The folky quality of “Ticket to Ride,” combined with its lovesick lyrics, makes it a bridge between The Beatles’ bubblegum era and their Rubber Soul era. The vocal harmonies are up there with The Beach Boys’ best work. On top of that, it’s a song about a train — and trains were a surprisingly good subject matter for classic rock songs. Songs like Elvis Presley’s “Mystery Train,” Ozzy Osbourne’s “Crazy Train,” and The Beatles’ own “One After 909” all gave locomotives a special place in music history.

1. ‘Yesterday’

The ballad to end all ballads, “Yesterday” is by far the most beloved song on The Beatles’ Help! It might be The Beatles’ most popular song or even the most popular classic rock song ever. That combination of guitar, strings, or plaintive vocals gels like nothing else.

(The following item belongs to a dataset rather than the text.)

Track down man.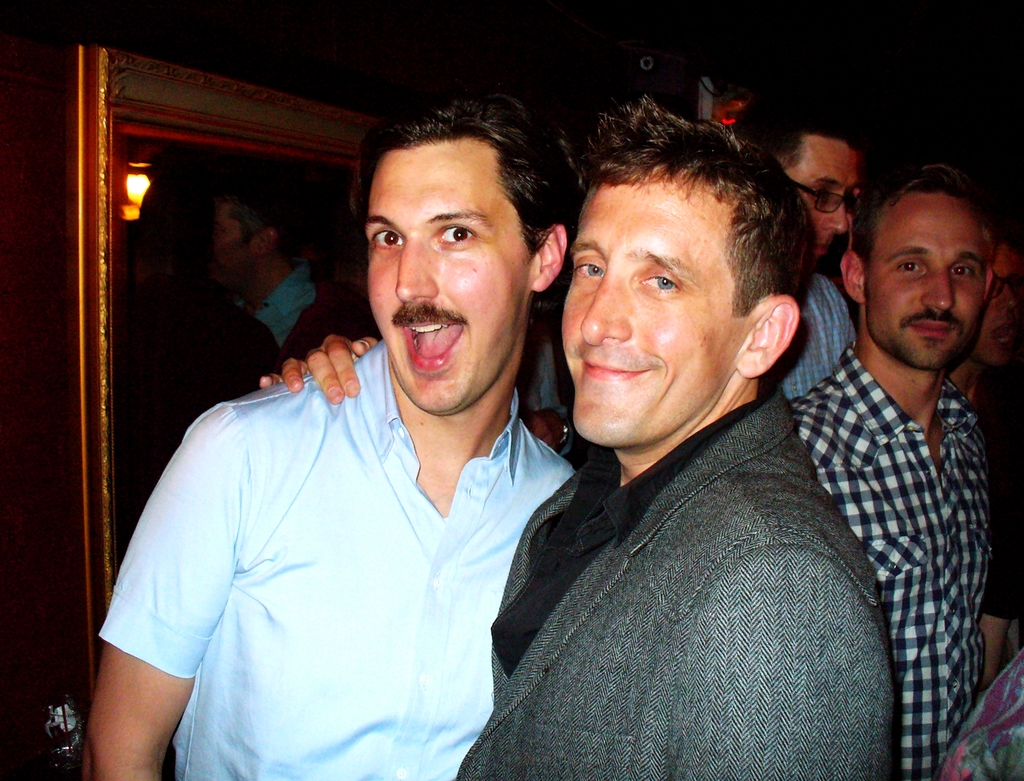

It’s shocking to think Paul was so young when he wrote it because the song feels like it was written by someone with a lot of wisdom and experience. Perhaps that mix of youthfulness and world-weariness is part of the song’s appeal.

Related

The Beatles: John Lennon Wrote the Lyrics of ‘Help!’ to Please a Journalist and She Didn’t Like Them

The Beatles’ Help! could have been a disposable soundtrack. Instead, it transcended the film.